Hoppy leaped up onto his bed and attempted to snuggle under the bedclothes, and he thought that was what he’d needed last night. Hoppy.
But Gina...
The meal at Babs’s had been stilted. Babs had been polite towards him, but there’d been tensions between Gina and Babs. Babs had asked him rather than Gina what had been happening. At times Gina had attempted to talk, but every time Babs had deferred to him. ‘Is that right, Doctor?’
He thought of Gina complimenting Babs on her pie. Babs snapping, ‘Well, you should remember it.’ Gina growing quieter and quieter.
He’d judged her for staying away for the four long months since Babs’s heart attack, and it turned out that that judgement had been unfair. And now she’d offered to do all the minor medical stuff herself for the next few days.

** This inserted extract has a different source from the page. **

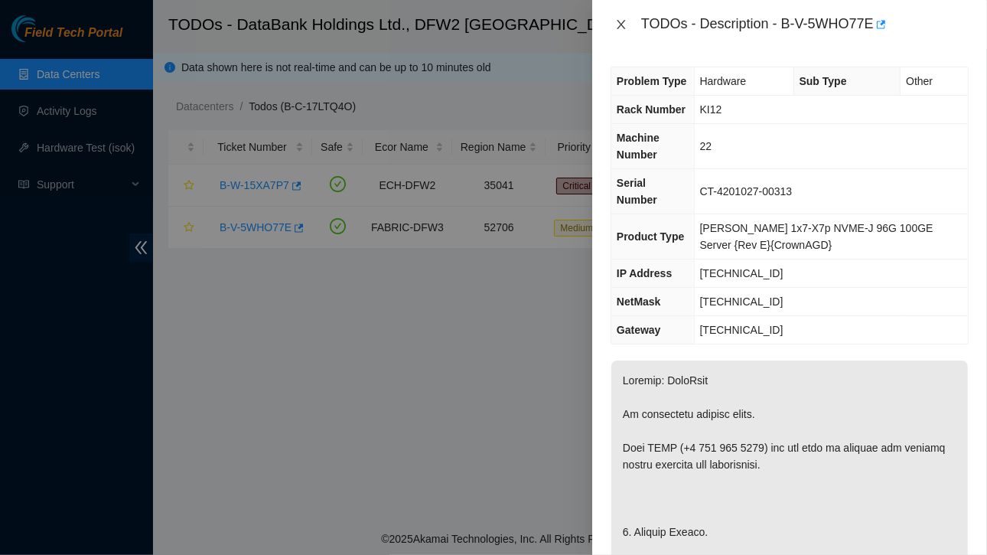  What do you see at coordinates (650, 236) in the screenshot?
I see `span: Product Type` at bounding box center [650, 236].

‘I don’t have a choice,’ he told Hoppy. ‘I need to help.’
Hoppy eyed him with suspicion, maybe sensing the sequel, and Hugh almost grinned. Smart dog.
‘Yeah, I know, that means you get to stay home and look after Hubert all by yourself. But sheesh, Hoppy, you’ve hardly had a day by yourself since we came here. She said she’d call if she needs me but it’s not fair to leave it all to her. It can’t hurt to help.’